In my life, there is so much that I am working on in order to become who I want to be. It will take every day of my beautiful life to become that vision of myself and is the one To Do List in life that is never complete. But that's the joy of it!!!

So I've started a little project. Well that's a loose use of the word "start" since this is probably close to version #10. After months of tweeking and experimenting however, I think I've come up with something that will work and last. And the mission of it all: to better myself.


When I first began The Better List I was overwhelmed by the amount of areas I saw that I needed to improve before I would become the best version of myself I could envision. I didn't know where to begin! So I started with one of my FAVORITE things, lists. I sat down one lovely sunday and wrote every single thing I could think of that I wanted to improve. From hobbies like cooking, dancing and running, to virtues like patience, hope and fearlessness, to practical skills like flossing and nutrition. I put it all on one very long list. For some that long list might have just increased the feeling of being overwhelmed, but for me it made me SMILE. I was excited to see everything I would work on and incorporate in my life over time and I was calmer now that everything was there, not to be forgotten, but not to be done right away. So then I went and JUMPED IN. I began putting the list into action, but had trouble being patient and giving myself enough time to actually change myself. I wanted the change to occur over a single day or week and I wanted multiple things to change all all the same time. But that didin't work.

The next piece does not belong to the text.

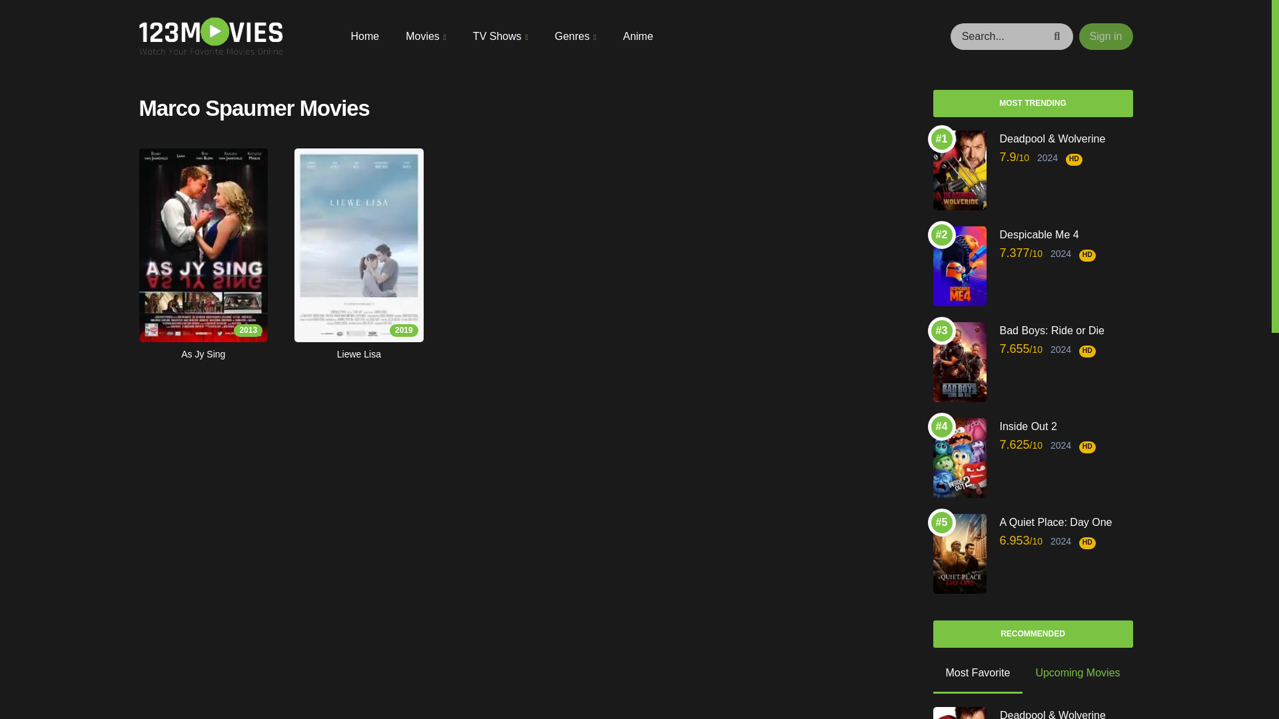  What do you see at coordinates (1065, 234) in the screenshot?
I see `Despicable Me 4` at bounding box center [1065, 234].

So the new, improved Better List now goes like this: Each month I choose one thing from my list to focus on. Not only do I strive to be what this thing is every day, but I learn as much as I can about it so that my mind, heart and actions are all "becoming" in the process. At the end of the month this thing should be incorporated enough that it is now a part of who I am and I can choose a new thing to work on. This project isn't about feeling my weaknesses or focusing on how far I am from my dream of myself, it's about seeing the beauty of who I am today and letting it continue to grow.

So every month starting with this brand new one before us, look forward to a little focus on some aspect of life. Here perhaps you can learn a little bit as I learn and find a comrade in the search to change oneself into all that our potential gives us the opportunity to be.